Award-winning typeface designer Nina Stössinger to speak at Austin Peay
(Posted Oct. 21, 2019)
The Department of Art + Design, with support from the Center of Excellence for the Creative Arts, is pleased to welcome award-winning typeface designer Nina Stössinger to Austin Peay State University.

“Stössinger is a senior typeface designer at Frere-Jones Type in Brooklyn,” said Michael Dickins, chair of the Visiting Artist Speaker Committee. “She also teaches type design at Yale School of Art. We are really excited for her visit as she will be conducting workshops with our graphic design students as well as a lecture on her creative practice and her career as an award-winning designer.
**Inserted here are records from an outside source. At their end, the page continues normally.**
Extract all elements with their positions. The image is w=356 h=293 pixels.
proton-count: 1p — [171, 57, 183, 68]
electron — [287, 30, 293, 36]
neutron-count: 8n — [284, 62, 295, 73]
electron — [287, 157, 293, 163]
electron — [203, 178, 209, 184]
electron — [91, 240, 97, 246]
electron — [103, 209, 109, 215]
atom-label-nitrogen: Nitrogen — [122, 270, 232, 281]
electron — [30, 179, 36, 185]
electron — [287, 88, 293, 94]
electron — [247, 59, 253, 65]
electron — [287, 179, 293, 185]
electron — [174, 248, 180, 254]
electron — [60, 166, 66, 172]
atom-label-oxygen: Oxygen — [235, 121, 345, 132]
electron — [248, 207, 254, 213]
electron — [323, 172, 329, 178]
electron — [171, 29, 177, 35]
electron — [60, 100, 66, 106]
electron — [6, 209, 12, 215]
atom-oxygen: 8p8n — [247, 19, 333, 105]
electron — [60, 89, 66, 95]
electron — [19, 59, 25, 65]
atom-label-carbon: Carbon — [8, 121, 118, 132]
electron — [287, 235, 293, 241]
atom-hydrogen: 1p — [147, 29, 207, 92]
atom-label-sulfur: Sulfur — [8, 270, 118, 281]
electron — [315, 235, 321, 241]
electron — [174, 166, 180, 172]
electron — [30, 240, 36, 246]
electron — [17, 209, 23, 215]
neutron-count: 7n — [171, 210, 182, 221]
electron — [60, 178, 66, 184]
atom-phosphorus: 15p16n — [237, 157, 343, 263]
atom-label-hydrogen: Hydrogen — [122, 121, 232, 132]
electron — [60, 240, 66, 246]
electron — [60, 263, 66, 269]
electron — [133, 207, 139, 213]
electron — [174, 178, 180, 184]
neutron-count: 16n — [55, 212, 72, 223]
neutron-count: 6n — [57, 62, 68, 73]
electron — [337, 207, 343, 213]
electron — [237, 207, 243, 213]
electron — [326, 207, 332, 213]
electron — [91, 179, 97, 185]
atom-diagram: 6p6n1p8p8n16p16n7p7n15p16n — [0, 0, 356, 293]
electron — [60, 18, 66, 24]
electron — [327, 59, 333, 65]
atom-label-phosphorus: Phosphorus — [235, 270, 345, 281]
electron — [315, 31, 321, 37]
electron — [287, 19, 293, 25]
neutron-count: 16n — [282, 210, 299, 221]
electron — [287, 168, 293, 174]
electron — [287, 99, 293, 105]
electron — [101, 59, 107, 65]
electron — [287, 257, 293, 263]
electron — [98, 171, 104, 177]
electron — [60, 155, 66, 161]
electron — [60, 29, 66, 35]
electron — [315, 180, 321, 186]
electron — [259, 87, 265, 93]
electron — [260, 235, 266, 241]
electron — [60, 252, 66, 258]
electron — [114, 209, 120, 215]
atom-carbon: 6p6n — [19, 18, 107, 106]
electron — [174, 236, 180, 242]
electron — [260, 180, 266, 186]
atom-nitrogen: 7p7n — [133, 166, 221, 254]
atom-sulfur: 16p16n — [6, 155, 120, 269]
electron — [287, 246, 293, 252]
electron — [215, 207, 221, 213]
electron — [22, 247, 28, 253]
The workshop is yet another opportunity for our students to get one-on-one experience with one of the country’s top designers, all due to CECA and its continuous support.”
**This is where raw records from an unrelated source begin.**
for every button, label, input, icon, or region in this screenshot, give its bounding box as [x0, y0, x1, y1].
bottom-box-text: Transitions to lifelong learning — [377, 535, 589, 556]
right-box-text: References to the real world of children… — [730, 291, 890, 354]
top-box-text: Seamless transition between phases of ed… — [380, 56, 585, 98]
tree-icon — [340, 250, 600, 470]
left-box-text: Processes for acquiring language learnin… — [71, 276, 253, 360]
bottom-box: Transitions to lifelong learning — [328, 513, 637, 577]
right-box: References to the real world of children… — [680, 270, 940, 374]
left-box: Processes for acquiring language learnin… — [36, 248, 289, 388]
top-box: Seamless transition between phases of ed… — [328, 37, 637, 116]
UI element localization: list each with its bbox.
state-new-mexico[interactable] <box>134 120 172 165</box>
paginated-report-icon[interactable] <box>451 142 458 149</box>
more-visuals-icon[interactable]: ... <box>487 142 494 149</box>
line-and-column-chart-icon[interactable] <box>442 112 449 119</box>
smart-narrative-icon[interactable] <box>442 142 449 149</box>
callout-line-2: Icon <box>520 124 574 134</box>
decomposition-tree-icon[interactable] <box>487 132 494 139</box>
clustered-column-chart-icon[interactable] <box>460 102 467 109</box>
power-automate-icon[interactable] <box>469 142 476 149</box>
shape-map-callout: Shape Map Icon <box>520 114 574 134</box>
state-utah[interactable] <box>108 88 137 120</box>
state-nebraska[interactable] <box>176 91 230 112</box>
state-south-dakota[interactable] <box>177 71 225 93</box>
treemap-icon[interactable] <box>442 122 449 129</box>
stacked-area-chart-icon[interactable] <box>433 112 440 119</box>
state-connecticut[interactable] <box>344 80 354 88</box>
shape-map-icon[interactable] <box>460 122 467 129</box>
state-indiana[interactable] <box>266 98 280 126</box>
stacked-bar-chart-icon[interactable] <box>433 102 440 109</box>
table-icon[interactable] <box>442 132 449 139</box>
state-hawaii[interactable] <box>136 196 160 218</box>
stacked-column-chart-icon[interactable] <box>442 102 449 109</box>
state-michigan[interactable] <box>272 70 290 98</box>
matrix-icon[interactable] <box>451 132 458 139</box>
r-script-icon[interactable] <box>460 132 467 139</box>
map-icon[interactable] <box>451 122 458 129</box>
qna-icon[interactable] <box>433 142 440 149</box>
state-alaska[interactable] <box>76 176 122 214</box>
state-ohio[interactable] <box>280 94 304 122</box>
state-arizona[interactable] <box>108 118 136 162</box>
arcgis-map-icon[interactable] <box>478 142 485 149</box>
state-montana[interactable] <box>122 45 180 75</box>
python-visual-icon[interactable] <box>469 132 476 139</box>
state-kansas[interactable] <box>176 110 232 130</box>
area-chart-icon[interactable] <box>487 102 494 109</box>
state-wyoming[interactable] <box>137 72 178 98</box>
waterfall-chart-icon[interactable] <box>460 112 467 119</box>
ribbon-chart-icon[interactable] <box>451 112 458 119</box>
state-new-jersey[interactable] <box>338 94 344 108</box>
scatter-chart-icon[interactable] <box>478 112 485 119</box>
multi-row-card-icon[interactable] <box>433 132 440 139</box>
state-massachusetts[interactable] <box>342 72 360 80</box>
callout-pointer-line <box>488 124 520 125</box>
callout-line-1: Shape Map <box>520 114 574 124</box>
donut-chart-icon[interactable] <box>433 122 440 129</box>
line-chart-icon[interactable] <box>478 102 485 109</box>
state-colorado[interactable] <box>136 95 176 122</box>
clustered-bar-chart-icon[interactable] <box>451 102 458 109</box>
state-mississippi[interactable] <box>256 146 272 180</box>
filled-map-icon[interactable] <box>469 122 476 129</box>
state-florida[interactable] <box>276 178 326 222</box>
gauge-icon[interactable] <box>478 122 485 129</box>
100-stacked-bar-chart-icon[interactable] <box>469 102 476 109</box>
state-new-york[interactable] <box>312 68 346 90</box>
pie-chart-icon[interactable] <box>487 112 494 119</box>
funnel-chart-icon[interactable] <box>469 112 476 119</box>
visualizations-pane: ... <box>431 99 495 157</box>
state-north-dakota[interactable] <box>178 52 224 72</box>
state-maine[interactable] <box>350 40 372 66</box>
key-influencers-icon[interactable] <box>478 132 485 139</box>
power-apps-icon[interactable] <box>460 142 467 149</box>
Stössinger’s lecture, which is free and open to the public, will be at 6 p.m. Monday, Oct. 28, in the Art + Design building’s Room 120.
Originally from Switzerland, Stössinger studied multimedia design in Halle, Germany, and type design in Zurich and The Hague. She enjoys code and language, history and new ideas. She has spoken at many conferences and events, and her work has been awarded numerous prizes and exhibited internationally.
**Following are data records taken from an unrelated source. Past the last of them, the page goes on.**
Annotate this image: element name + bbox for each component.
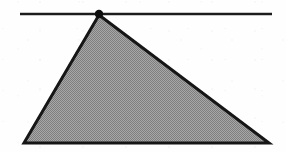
apex-vertex-dot	[95, 10, 103, 18]
figure-canvas	[0, 0, 286, 152]
geometry-figure	[0, 0, 286, 152]
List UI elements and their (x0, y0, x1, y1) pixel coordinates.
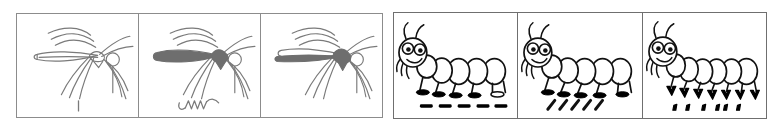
mosquito-panel-group: Mosquito outline, unshaded body, one sho… (16, 13, 383, 118)
mosquito-drawing-2 (139, 14, 260, 117)
caterpillar-mark-3 (672, 104, 740, 110)
figure-root: Mosquito outline, unshaded body, one sho… (0, 0, 772, 129)
caterpillar-panel-1[interactable]: Caterpillar with five segments and five … (394, 13, 517, 118)
mosquito-body-fill-2 (153, 50, 228, 70)
mosquito-drawing-3 (261, 14, 382, 117)
caterpillar-panel-3[interactable]: Caterpillar with six segments, V-shaped … (642, 13, 766, 118)
mosquito-panel-2[interactable]: Mosquito with fully shaded body, squiggl… (138, 14, 260, 117)
mosquito-mark-2 (179, 99, 219, 109)
caterpillar-mark-1 (420, 104, 508, 107)
mosquito-drawing-1 (17, 14, 138, 117)
caterpillar-mark-2 (548, 100, 603, 109)
mosquito-body-fill-3 (275, 49, 351, 71)
caterpillar-drawing-3 (643, 13, 766, 118)
mosquito-panel-3[interactable]: Mosquito with shaded abdomen and outline… (260, 14, 382, 117)
caterpillar-feet-1 (416, 90, 504, 98)
caterpillar-panel-2[interactable]: Caterpillar with five segments and five … (517, 13, 641, 118)
mosquito-panel-1[interactable]: Mosquito outline, unshaded body, one sho… (17, 14, 138, 117)
caterpillar-panel-group: Caterpillar with five segments and five … (393, 12, 767, 119)
caterpillar-drawing-2 (518, 13, 641, 118)
caterpillar-drawing-1 (394, 13, 517, 118)
caterpillar-feet-2 (542, 90, 630, 98)
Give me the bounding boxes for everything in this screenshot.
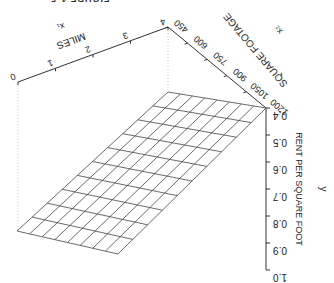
miles-tick-label: 0 <box>9 71 17 82</box>
surface-plot: 01234MILESx₁45060075090010501200SQUARE F… <box>0 0 334 283</box>
sqft-axis-label: SQUARE FOOTAGE <box>221 11 290 90</box>
y-symbol: y <box>318 187 329 192</box>
y-tick-label: 1.0 <box>273 272 287 283</box>
sqft-tick <box>243 92 246 93</box>
miles-axis-label: MILES <box>55 31 87 52</box>
y-tick-label: 0.7 <box>273 191 287 202</box>
x2-symbol: x₂ <box>271 24 284 37</box>
y-tick-label: 0.6 <box>273 164 287 175</box>
y-tick-label: 0.5 <box>273 137 287 148</box>
sqft-tick <box>204 59 207 60</box>
y-tick-label: 0.4 <box>273 110 287 121</box>
miles-tick-label: 1 <box>46 58 54 69</box>
y-tick-label: 0.9 <box>273 245 287 256</box>
sqft-tick-label: 1050 <box>249 81 271 102</box>
miles-tick-label: 2 <box>84 44 92 55</box>
miles-tick-label: 3 <box>121 30 129 41</box>
miles-tick-label: 4 <box>159 16 167 27</box>
sqft-tick <box>185 43 188 44</box>
surface-mesh <box>17 92 266 254</box>
x1-symbol: x₁ <box>56 21 67 33</box>
y-axis-label: RENT PER SQUARE FOOT <box>294 132 304 246</box>
y-tick-label: 0.8 <box>273 218 287 229</box>
chart-figure: FIGURE 1-5 01234MILESx₁45060075090010501… <box>0 0 334 283</box>
sqft-tick <box>224 76 227 77</box>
Her published retail type designs include Empirica and Conductor (both designed with Tobias Frere-Jones), Nordvest and FF Ernestine. She co-designed custom typefaces (also with Frere-Jones) for clients including the Essex Market and Academy Sports + Outdoors.
“As someone who makes typefaces, I see myself as a designer, a craftsperson and sometimes a scholar,” Stössinger said. “I draw much inspiration from the centuries-old history of type design and other disciplines concerned with the shaping of letters; as well as from their multifaceted present. I learn, read and look voraciously. I cultivate an inclusive understanding of visual culture, taking inspiration from both the established and the vernacular, highbrow and lowbrow modes of communication, those familiar and those foreign to me. And honoring the history of type to me does not mean blindly recreating established forms tied to specific historical contexts, technologies or tools. I enjoy recombining ideas and gently pushing the boundaries of convention – while remaining careful to honor our cultural agreement on what the shapes of the alphabet look like.”